And it's not just Queensland in for a king hit of heat.
NSW, South Australia and the Northern Territory will also experience stifling conditions as the heatwave crosses the border and heading south towards Sydney.
Tomorrow, parts of the city could reach 38C.
NSW Minister for Emergency Services David Elliott said the omens weren't good for the coming season.
"[Today] is the first day of summer and it is shaping up to be an extremely challenging season with hotter and dryer conditions expected across the state," he said.
However, although Queensland may be bearing the brunt this weekend, it's NSW and Victoria where the biggest risk lies in the coming months.
So what's causing the upcoming heatwave and what does it mean for summer?
Heatwave
The Bureau of Meteorology has said the heatwave is steadily developing over northern and Central Australia. The air gets nice and toasty over the desert and then weather systems distribute it across the continent.
This week, that dry heat will head east towards southern Queensland and northern NSW, becoming "severe" sometime today and then "extreme" tomorrow.
According to the bureau, a heatwave is defined as three or more days of high maximum and minimum temperatures that are unusual for that location. Temperatures in southern Queensland are likely to skyrocket a full 10C hotter than the average.
Severe heatwaves are a danger for vulnerable people such as the elderly and pregnant women.
"Even rarer and exceptionally intense heatwaves are classed as extreme and will impact normally reliable infrastructure, such as power and transport," the bureau states.
"Extreme heatwaves are a risk for anyone who does not take precautions to keep cool, even those who are healthy."
But what of the rest of summer?
The Bushfire and Natural Hazards Cooperative Research Centre has warned a chief worry is the bucketloads of rain that fell during winter, particularly across inland NSW,
Queensland and much of Victoria.
This has spurred a huge amount of plant growth which, when conditions heat up, is ripe for burning.
This year was the wettest September on record. Next month, temperatures are 80 per cent likely to exceed the usual average across the entire east coast and central areas.
Only Tasmania and southwest Western Australia are likely to escape the punishing heat.
President of the Fire Brigades Employees Union, Darrin Sullivan, whose members are on the bushfire frontline, said he was concerned about summer 2016.
"The wet weather has increased the fuel loads and hampered the fire service's ability to put in hazard reductions."
Three climatic conditions are positioning themselves around the continent to deliver a horror season.
In the Pacific, the El Nino weather system has ended but its counterpart, the La Nina, which brings cooler sea temperatures leading to more rainfall in Australia, never really got started.
In the Indian Ocean, the Indian Ocean Dipole had been pushing wetter weather towards Australia. But that has begun to peter out.
The third system of this weather trifecta is the Southern Annular Mode, or Sam, which is essentially wind sweeping up from the Arctic. The winds are predicted to push north and could blow away the rain from the continent that might otherwise have dampened conditions.
Sullivan said climate change was also in play.
"We've been raising the dangers of climate change and bushfires for a good two or three
seasons and we are about to go into another hot summer and fire dangers are getting worse," he told news.com.au.
"What we're seeing is evidence of extreme weather that's having an all-year-round impact and much more dangerous conditions."
He said efforts to control bushfires were being stymied by funding cuts to fire services, both rural and urban.
"Government at all levels need to take climate change seriously and they're just not," he said. "We need more firefighters on the ground and we need better equipment."
The weather bureau has advised those in the path of the heatwave to take care.
"When temperatures are unusually hot over a period of time, with continuously high night-time and daytime temperatures, heat stress becomes a critical factor in human survival and infrastructure resilience."
Queensland's health authority has put in place contingency plans in areas that could be heatwave-affected.
Queensland Health's Peter Aitken said the effort would ensure that the most vulnerable people received care and was the same process used whether a heatwave, a cyclone, a flood or a pandemic was expected.
"We can't change the heatwave, that's nature, but what we can do is make sure people are informed and minimise the impact."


▶ _What needs to be done_:
For every entry below, give an exact repeat and leave out the pictures.

--

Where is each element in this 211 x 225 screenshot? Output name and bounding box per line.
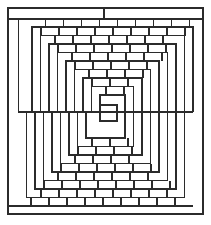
brick-maze-figure [0,0,211,225]
bottom-cup [35,112,176,189]
center-square-rect [100,105,117,121]
bottom-nested-cups [27,112,185,198]
center-square [100,105,117,121]
outer-frame [8,8,203,214]
bottom-cup [69,112,142,155]
outer-frame-rect [8,8,203,214]
bottom-cup [86,112,125,138]
top-arch [100,95,125,112]
top-arch [92,87,134,113]
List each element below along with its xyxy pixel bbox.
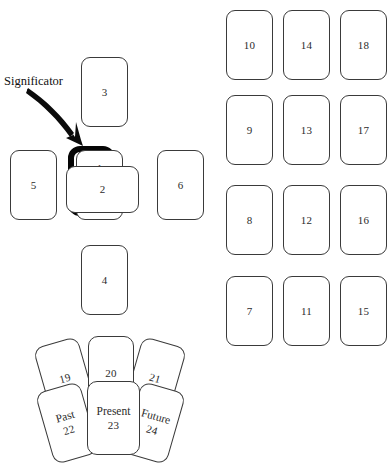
card-2[interactable]: 2 xyxy=(66,166,139,213)
card-number: 4 xyxy=(102,274,108,287)
card-4[interactable]: 4 xyxy=(81,245,128,315)
card-number: 16 xyxy=(358,214,369,227)
card-number: 8 xyxy=(247,214,253,227)
card-number: 3 xyxy=(102,86,108,99)
card-number: 17 xyxy=(358,124,369,137)
card-6[interactable]: 6 xyxy=(157,150,204,220)
grid-card-14[interactable]: 14 xyxy=(283,10,330,80)
grid-card-10[interactable]: 10 xyxy=(226,10,273,80)
grid-card-18[interactable]: 18 xyxy=(340,10,387,80)
card-number: 23 xyxy=(108,419,119,432)
card-number: 2 xyxy=(100,183,106,196)
card-number: 18 xyxy=(358,39,369,52)
card-number: 13 xyxy=(301,124,312,137)
card-number: 20 xyxy=(105,367,116,380)
grid-card-15[interactable]: 15 xyxy=(340,276,387,346)
arrow-down-right-icon xyxy=(26,86,92,152)
grid-card-7[interactable]: 7 xyxy=(226,276,273,346)
card-number: 10 xyxy=(244,39,255,52)
grid-card-8[interactable]: 8 xyxy=(226,185,273,255)
grid-card-16[interactable]: 16 xyxy=(340,185,387,255)
card-number: 14 xyxy=(301,39,312,52)
card-5[interactable]: 5 xyxy=(10,150,57,220)
grid-card-12[interactable]: 12 xyxy=(283,185,330,255)
card-number: 9 xyxy=(247,124,253,137)
card-number: 11 xyxy=(301,305,312,318)
card-number: 15 xyxy=(358,305,369,318)
tarot-spread-diagram: 3 1 2 5 6 4 Significator 10 14 18 9 13 xyxy=(0,0,390,475)
card-number: 7 xyxy=(247,305,253,318)
card-number: 24 xyxy=(145,422,159,437)
fan-card-present-23[interactable]: Present 23 xyxy=(87,381,140,455)
card-number: 5 xyxy=(31,179,37,192)
grid-card-17[interactable]: 17 xyxy=(340,95,387,165)
grid-card-11[interactable]: 11 xyxy=(283,276,330,346)
grid-card-9[interactable]: 9 xyxy=(226,95,273,165)
card-word: Present xyxy=(97,405,131,418)
grid-card-13[interactable]: 13 xyxy=(283,95,330,165)
card-number: 22 xyxy=(62,422,76,437)
card-number: 12 xyxy=(301,214,312,227)
card-number: 6 xyxy=(178,179,184,192)
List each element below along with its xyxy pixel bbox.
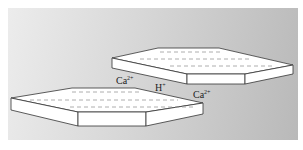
upper-clay-plate (112, 48, 293, 84)
clay-platelets-diagram (0, 0, 303, 150)
hydrogen-ion-label: H+ (155, 83, 166, 93)
calcium-ion-label-right: Ca2+ (193, 90, 211, 100)
calcium-ion-label-left: Ca2+ (116, 76, 134, 86)
lower-clay-plate (11, 88, 203, 126)
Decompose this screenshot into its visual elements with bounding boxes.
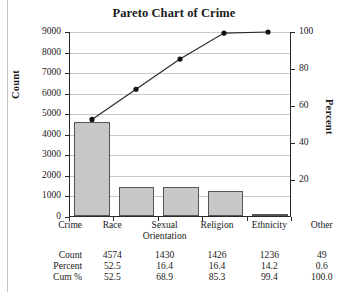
plot-area <box>69 32 291 217</box>
pareto-chart: Pareto Chart of Crime Count Percent 9000… <box>0 0 348 301</box>
category-cell-1: Sexual Orientation <box>138 219 190 242</box>
cumulative-marker-2 <box>177 56 182 61</box>
count-value-0: 4574 <box>86 249 138 260</box>
gridline <box>70 32 290 33</box>
y-tick-right <box>291 32 295 33</box>
percent-value-3: 14.2 <box>243 260 295 271</box>
row-label-percent: Percent <box>0 260 86 271</box>
gridline <box>70 73 290 74</box>
category-cell-2: Religion <box>191 219 243 242</box>
gridline <box>70 94 290 95</box>
cum-value-4: 100.0 <box>296 271 348 282</box>
y-tick-label-left: 5000 <box>19 109 61 119</box>
y-tick-label-left: 1000 <box>19 191 61 201</box>
row-label-cum: Cum % <box>0 271 86 282</box>
category-label-1-line2: Orientation <box>138 230 190 241</box>
count-value-1: 1430 <box>138 249 190 260</box>
category-label-4-line1: Other <box>311 219 333 230</box>
category-label-0-line1: Race <box>103 219 122 230</box>
table-row-cum: Cum % 52.5 68.9 85.3 99.4 100.0 <box>0 271 348 282</box>
data-table: Crime Race Sexual Orientation Religion E… <box>0 219 348 283</box>
y-tick-label-right: 40 <box>299 138 329 148</box>
y-tick-right <box>291 143 295 144</box>
cum-value-3: 99.4 <box>243 271 295 282</box>
count-value-3: 1236 <box>243 249 295 260</box>
y-tick-right <box>291 180 295 181</box>
y-tick-label-right: 80 <box>299 64 329 74</box>
bar-race <box>74 122 110 216</box>
cum-value-0: 52.5 <box>86 271 138 282</box>
cumulative-marker-1 <box>133 87 138 92</box>
y-tick-label-left: 9000 <box>19 27 61 37</box>
y-tick-label-left: 3000 <box>19 150 61 160</box>
count-value-4: 49 <box>296 249 348 260</box>
y-tick-label-right: 60 <box>299 101 329 111</box>
bar-religion <box>163 187 199 216</box>
y-tick-label-left: 2000 <box>19 171 61 181</box>
table-row-percent: Percent 52.5 16.4 16.4 14.2 0.6 <box>0 260 348 271</box>
y-tick-label-left: 4000 <box>19 130 61 140</box>
percent-value-1: 16.4 <box>138 260 190 271</box>
category-cell-4: Other <box>296 219 348 242</box>
gridline <box>70 53 290 54</box>
cumulative-line-path <box>92 32 268 119</box>
table-row-count: Count 4574 1430 1426 1236 49 <box>0 249 348 260</box>
bar-other <box>252 214 288 216</box>
category-cell-0: Race <box>86 219 138 242</box>
category-cell-3: Ethnicity <box>243 219 295 242</box>
y-tick-label-left: 8000 <box>19 48 61 58</box>
category-label-2-line1: Religion <box>201 219 234 230</box>
category-label-3-line1: Ethnicity <box>252 219 287 230</box>
gridline <box>70 114 290 115</box>
y-tick-label-right: 100 <box>299 27 329 37</box>
chart-title: Pareto Chart of Crime <box>0 6 348 21</box>
count-value-2: 1426 <box>191 249 243 260</box>
table-spacer-row <box>0 242 348 249</box>
plot-inner <box>70 32 290 216</box>
percent-value-2: 16.4 <box>191 260 243 271</box>
y-tick-label-left: 6000 <box>19 89 61 99</box>
row-label-crime: Crime <box>0 219 86 242</box>
bar-ethnicity <box>208 191 244 216</box>
y-tick-right <box>291 69 295 70</box>
row-label-count: Count <box>0 249 86 260</box>
category-label-1-line1: Sexual <box>152 219 178 230</box>
y-tick-right <box>291 106 295 107</box>
percent-value-0: 52.5 <box>86 260 138 271</box>
y-tick-label-left: 7000 <box>19 68 61 78</box>
table-row-categories: Crime Race Sexual Orientation Religion E… <box>0 219 348 242</box>
bar-sexual-orientation <box>119 187 155 216</box>
cum-value-1: 68.9 <box>138 271 190 282</box>
y-tick-label-right: 20 <box>299 175 329 185</box>
percent-value-4: 0.6 <box>296 260 348 271</box>
cum-value-2: 85.3 <box>191 271 243 282</box>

--

▶ _Reply to the exercise_:
Where is each element in this 211 x 225 screenshot? Output name and bounding box per line.
brick-maze-figure [0,0,211,225]
bottom-cup [35,112,176,189]
center-square-rect [100,105,117,121]
bottom-nested-cups [27,112,185,198]
center-square [100,105,117,121]
outer-frame [8,8,203,214]
bottom-cup [69,112,142,155]
outer-frame-rect [8,8,203,214]
bottom-cup [86,112,125,138]
top-arch [100,95,125,112]
top-arch [92,87,134,113]
List each element below along with its xyxy pixel bbox.
card-2[interactable]: 2 xyxy=(66,166,139,213)
card-number: 4 xyxy=(102,274,108,287)
card-4[interactable]: 4 xyxy=(81,245,128,315)
card-number: 16 xyxy=(358,214,369,227)
card-number: 8 xyxy=(247,214,253,227)
card-number: 3 xyxy=(102,86,108,99)
card-number: 17 xyxy=(358,124,369,137)
card-6[interactable]: 6 xyxy=(157,150,204,220)
grid-card-14[interactable]: 14 xyxy=(283,10,330,80)
grid-card-10[interactable]: 10 xyxy=(226,10,273,80)
grid-card-18[interactable]: 18 xyxy=(340,10,387,80)
card-number: 23 xyxy=(108,419,119,432)
card-number: 2 xyxy=(100,183,106,196)
card-number: 18 xyxy=(358,39,369,52)
card-number: 13 xyxy=(301,124,312,137)
card-number: 20 xyxy=(105,367,116,380)
grid-card-15[interactable]: 15 xyxy=(340,276,387,346)
arrow-down-right-icon xyxy=(26,86,92,152)
grid-card-7[interactable]: 7 xyxy=(226,276,273,346)
card-number: 10 xyxy=(244,39,255,52)
grid-card-8[interactable]: 8 xyxy=(226,185,273,255)
grid-card-16[interactable]: 16 xyxy=(340,185,387,255)
card-number: 14 xyxy=(301,39,312,52)
card-5[interactable]: 5 xyxy=(10,150,57,220)
grid-card-12[interactable]: 12 xyxy=(283,185,330,255)
card-number: 9 xyxy=(247,124,253,137)
card-number: 11 xyxy=(301,305,312,318)
card-number: 15 xyxy=(358,305,369,318)
tarot-spread-diagram: 3 1 2 5 6 4 Significator 10 14 18 9 13 xyxy=(0,0,390,475)
card-number: 7 xyxy=(247,305,253,318)
card-number: 24 xyxy=(145,422,159,437)
fan-card-present-23[interactable]: Present 23 xyxy=(87,381,140,455)
card-number: 5 xyxy=(31,179,37,192)
grid-card-17[interactable]: 17 xyxy=(340,95,387,165)
grid-card-11[interactable]: 11 xyxy=(283,276,330,346)
grid-card-9[interactable]: 9 xyxy=(226,95,273,165)
card-word: Present xyxy=(97,405,131,418)
grid-card-13[interactable]: 13 xyxy=(283,95,330,165)
card-number: 22 xyxy=(62,422,76,437)
card-number: 12 xyxy=(301,214,312,227)
card-number: 6 xyxy=(178,179,184,192)
List each element below along with its xyxy pixel bbox.
upper-clay-plate (112, 48, 293, 84)
clay-platelets-diagram (0, 0, 303, 150)
hydrogen-ion-label: H+ (155, 83, 166, 93)
calcium-ion-label-right: Ca2+ (193, 90, 211, 100)
calcium-ion-label-left: Ca2+ (116, 76, 134, 86)
lower-clay-plate (11, 88, 203, 126)
Decompose this screenshot into its visual elements with bounding boxes.
plot-area <box>69 32 291 217</box>
pareto-chart: Pareto Chart of Crime Count Percent 9000… <box>0 0 348 301</box>
category-cell-1: Sexual Orientation <box>138 219 190 242</box>
cumulative-marker-2 <box>177 56 182 61</box>
count-value-0: 4574 <box>86 249 138 260</box>
gridline <box>70 32 290 33</box>
y-tick-right <box>291 32 295 33</box>
percent-value-3: 14.2 <box>243 260 295 271</box>
row-label-percent: Percent <box>0 260 86 271</box>
gridline <box>70 73 290 74</box>
category-cell-2: Religion <box>191 219 243 242</box>
gridline <box>70 94 290 95</box>
cum-value-4: 100.0 <box>296 271 348 282</box>
y-tick-label-left: 5000 <box>19 109 61 119</box>
y-tick-label-left: 1000 <box>19 191 61 201</box>
row-label-cum: Cum % <box>0 271 86 282</box>
category-label-1-line2: Orientation <box>138 230 190 241</box>
count-value-1: 1430 <box>138 249 190 260</box>
category-label-4-line1: Other <box>311 219 333 230</box>
category-label-0-line1: Race <box>103 219 122 230</box>
table-row-cum: Cum % 52.5 68.9 85.3 99.4 100.0 <box>0 271 348 282</box>
data-table: Crime Race Sexual Orientation Religion E… <box>0 219 348 283</box>
y-tick-label-right: 40 <box>299 138 329 148</box>
y-tick-right <box>291 143 295 144</box>
cum-value-3: 99.4 <box>243 271 295 282</box>
count-value-3: 1236 <box>243 249 295 260</box>
y-tick-right <box>291 180 295 181</box>
y-tick-label-right: 80 <box>299 64 329 74</box>
bar-race <box>74 122 110 216</box>
cum-value-0: 52.5 <box>86 271 138 282</box>
cumulative-marker-1 <box>133 87 138 92</box>
y-tick-label-left: 9000 <box>19 27 61 37</box>
y-tick-label-left: 3000 <box>19 150 61 160</box>
count-value-4: 49 <box>296 249 348 260</box>
y-tick-label-right: 60 <box>299 101 329 111</box>
bar-religion <box>163 187 199 216</box>
y-tick-label-left: 2000 <box>19 171 61 181</box>
table-row-percent: Percent 52.5 16.4 16.4 14.2 0.6 <box>0 260 348 271</box>
y-tick-label-left: 4000 <box>19 130 61 140</box>
percent-value-1: 16.4 <box>138 260 190 271</box>
category-cell-4: Other <box>296 219 348 242</box>
gridline <box>70 53 290 54</box>
cumulative-line-path <box>92 32 268 119</box>
table-row-count: Count 4574 1430 1426 1236 49 <box>0 249 348 260</box>
bar-other <box>252 214 288 216</box>
category-cell-0: Race <box>86 219 138 242</box>
category-cell-3: Ethnicity <box>243 219 295 242</box>
y-tick-label-left: 8000 <box>19 48 61 58</box>
category-label-2-line1: Religion <box>201 219 234 230</box>
category-label-3-line1: Ethnicity <box>252 219 287 230</box>
gridline <box>70 114 290 115</box>
y-tick-label-right: 100 <box>299 27 329 37</box>
chart-title: Pareto Chart of Crime <box>0 6 348 21</box>
count-value-2: 1426 <box>191 249 243 260</box>
table-spacer-row <box>0 242 348 249</box>
plot-inner <box>70 32 290 216</box>
percent-value-2: 16.4 <box>191 260 243 271</box>
y-tick-label-left: 6000 <box>19 89 61 99</box>
row-label-crime: Crime <box>0 219 86 242</box>
bar-ethnicity <box>208 191 244 216</box>
y-tick-right <box>291 69 295 70</box>
row-label-count: Count <box>0 249 86 260</box>
category-label-1-line1: Sexual <box>152 219 178 230</box>
y-tick-right <box>291 106 295 107</box>
percent-value-0: 52.5 <box>86 260 138 271</box>
y-tick-label-left: 7000 <box>19 68 61 78</box>
table-row-categories: Crime Race Sexual Orientation Religion E… <box>0 219 348 242</box>
bar-sexual-orientation <box>119 187 155 216</box>
cum-value-1: 68.9 <box>138 271 190 282</box>
y-tick-label-right: 20 <box>299 175 329 185</box>
percent-value-4: 0.6 <box>296 260 348 271</box>
cum-value-2: 85.3 <box>191 271 243 282</box>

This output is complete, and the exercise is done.